Α final original gem in this masterly work is a consideration of ecclesial mysticism, where Ζizioulas focuses the eschatological dimension of Eucharist and the vibrant trajectory of divine love that illumines "a mysticism of communion and relationship through which one is so united with the ‘Other’ as to form one indivisible unity through which otherness emerges clearly” (307).
The theological problems of otherness and freedom, and how this relates to communion, must be considered on various levels: that of otherness as part of creation, of relationship to the Creator, of relationship to other human beings, as well as an understanding of interecclesial relationships. The concept of communion also pertains on these levels.
It was noted that Zizioulas’ work is rather difficult to read without a basic understanding of the philosophical and theological concepts being discussed, but it is an important and rewarding study, nonetheless. A basic grounding in the teachings of the Cappadocian Fathers would be of value, but the author’s explanations of their teachings is very understandable. See, for example, his explanation of asymmetry and causation in God's Trinitarian existence in Chapter Three. The book will be of great benefit to those who do make their way through it. It is exemplary of what the Orthodox tradition in theology can offer the world church today.
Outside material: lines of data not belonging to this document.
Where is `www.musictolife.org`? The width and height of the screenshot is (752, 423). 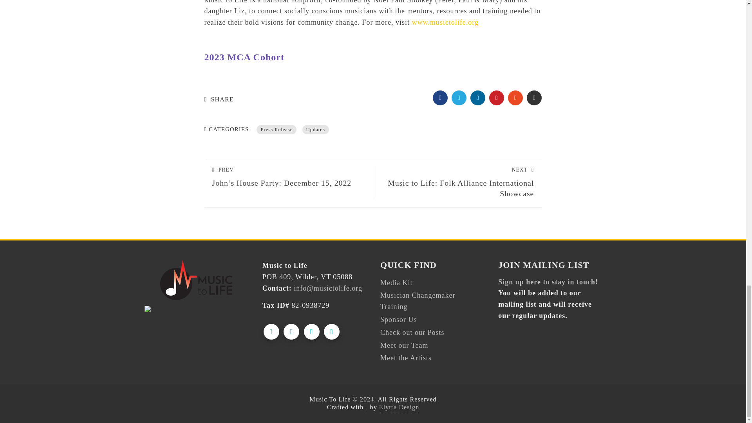
www.musictolife.org is located at coordinates (445, 22).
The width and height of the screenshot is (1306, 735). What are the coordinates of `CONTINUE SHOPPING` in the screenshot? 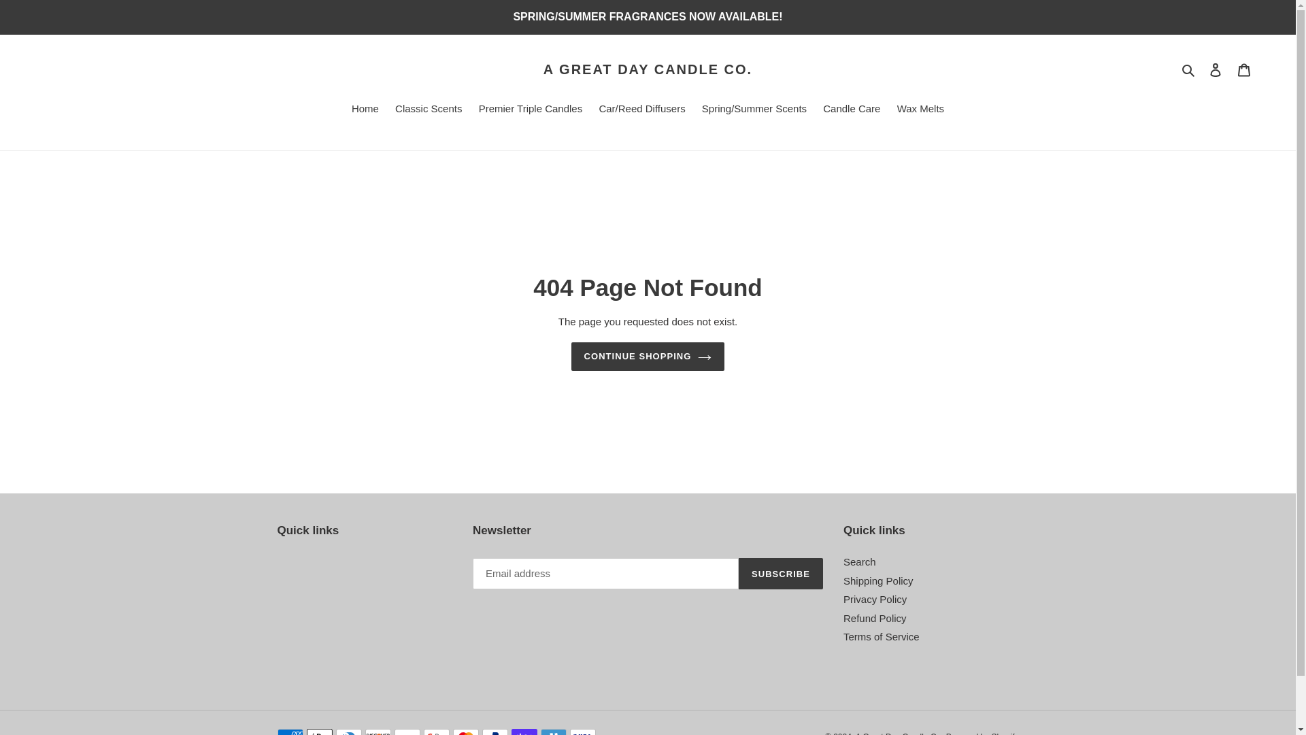 It's located at (647, 356).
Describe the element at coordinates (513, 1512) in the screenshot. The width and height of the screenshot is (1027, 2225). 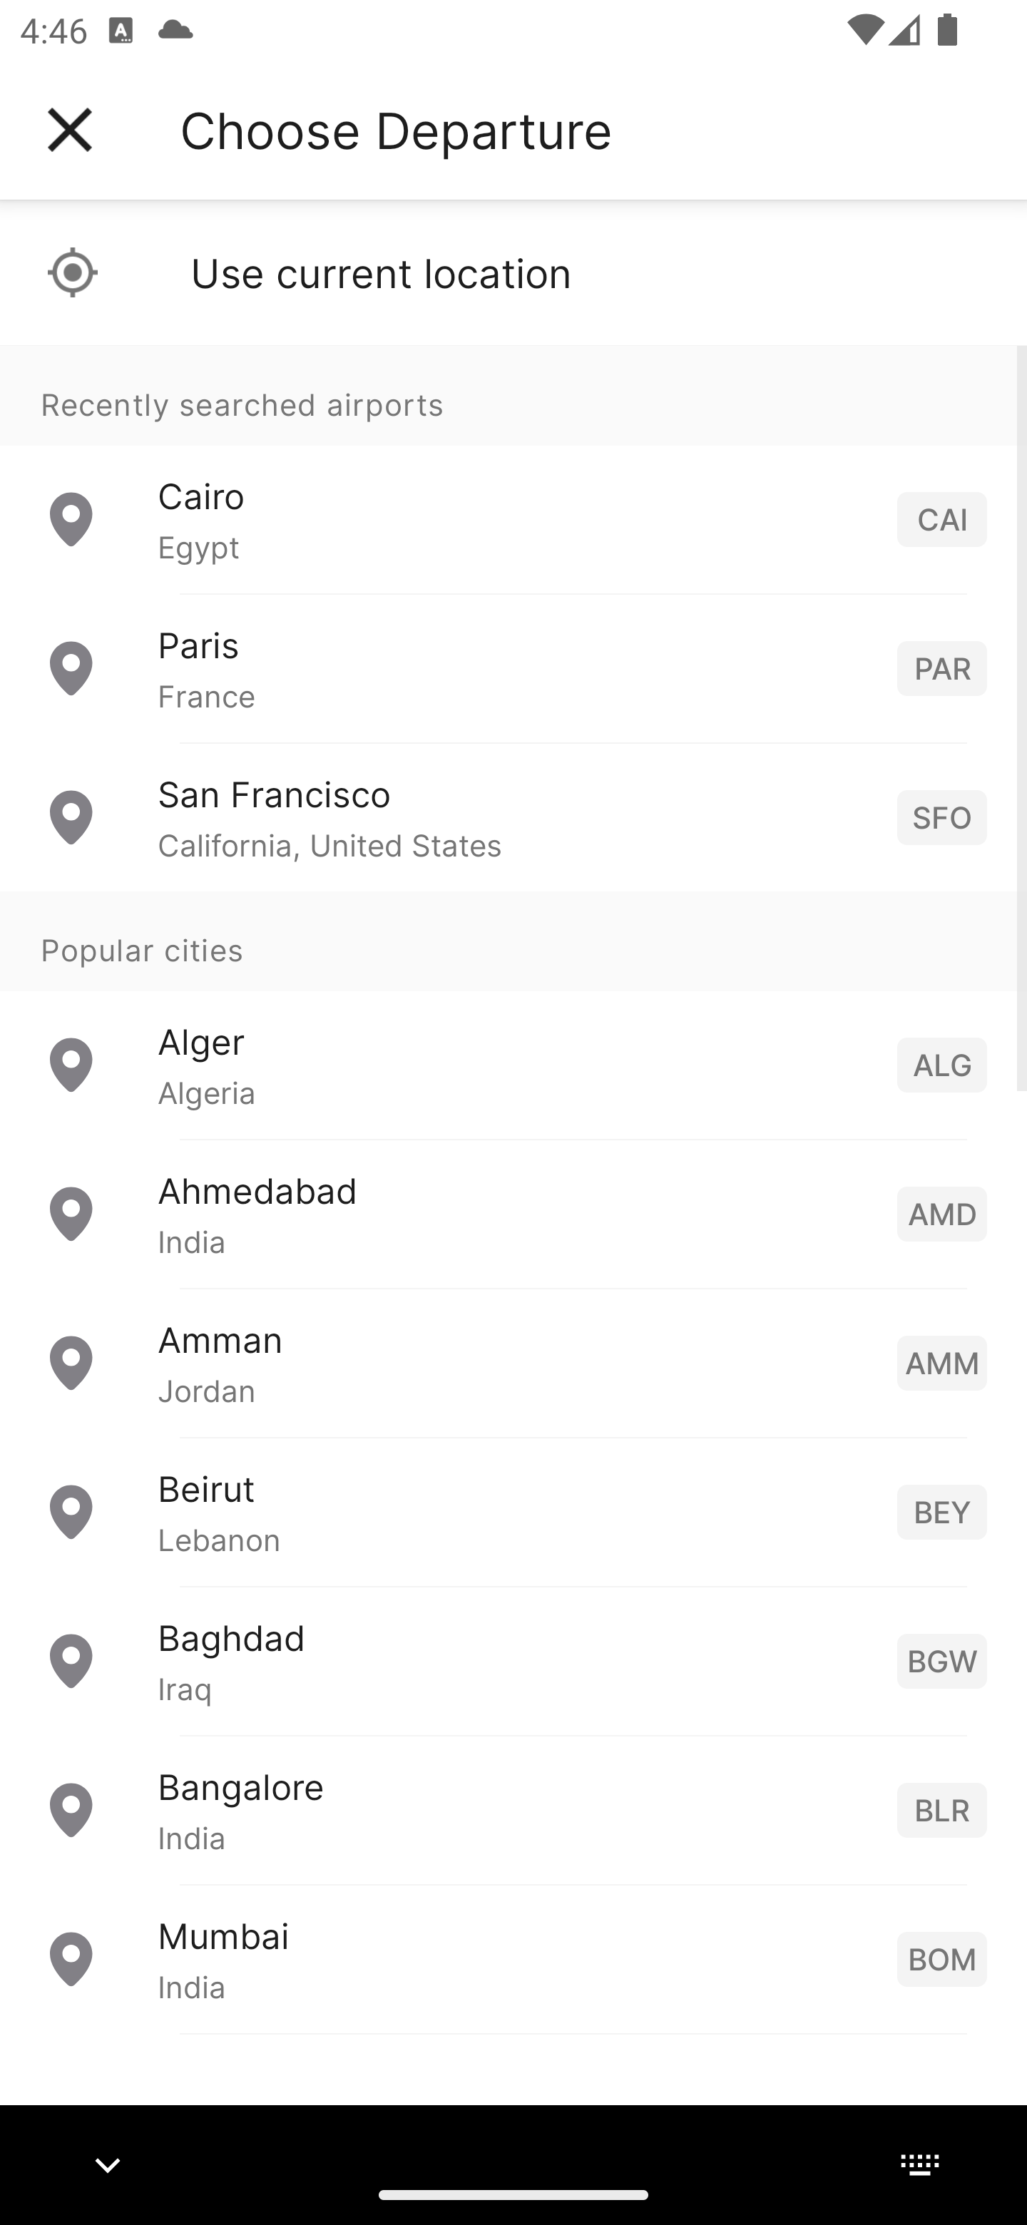
I see `Beirut Lebanon BEY` at that location.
Asked in The Tablet, if his “ontological system likely to convince secular philosophers?”, Zizioulas answered: “Convincing others about my position is too high an ambition for me to have: I am fully aware that secular philosophers operate with an ontology different from the one I am proposing in my book—or, in many cases, with no ‘ontology’ at all. My aim is to give a response to the fundamental existential questions that have pre-occupied philosophy from its inception, such as the meaning of being human, of being «other», of love, freedom, death etc., drawing from the theological tradition of the Greek Fathers, in particular. In so doing I try to take into consideration what secular philosophers have said and to be in some kind of dialogue with them.”
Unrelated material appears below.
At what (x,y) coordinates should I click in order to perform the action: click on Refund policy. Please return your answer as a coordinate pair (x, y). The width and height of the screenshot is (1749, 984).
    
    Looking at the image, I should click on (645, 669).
This is the first volume of Zizioulas’ University lectures in Dogmatic Theology. In this volume, apart from the introductions, the concept of dogma, the author presents the definition and history of Dogmatics, the methodology of Dogmatics as Systematic Theology, the epistemological conditions of Dogmatics (about knowledge and about faith) and the doctrine about God (mainly "Theology" according to the Patristic understanding). His particular contribution is that the doctrines of the Church are not simply set forth, as formulated in the past, but interpreted in relation to the fundamental subject problems of man and the world.
This volume was supposed to be complemented by a second one, which would include the other doctrines of the Church (the “Economy,” according to the patristic terminology).
Ecclesiological Issues - Θέματα ἐκκλησιολογίας
These include Zizioulas university lectures. In all these the same method of interpretation of doctrines is followed.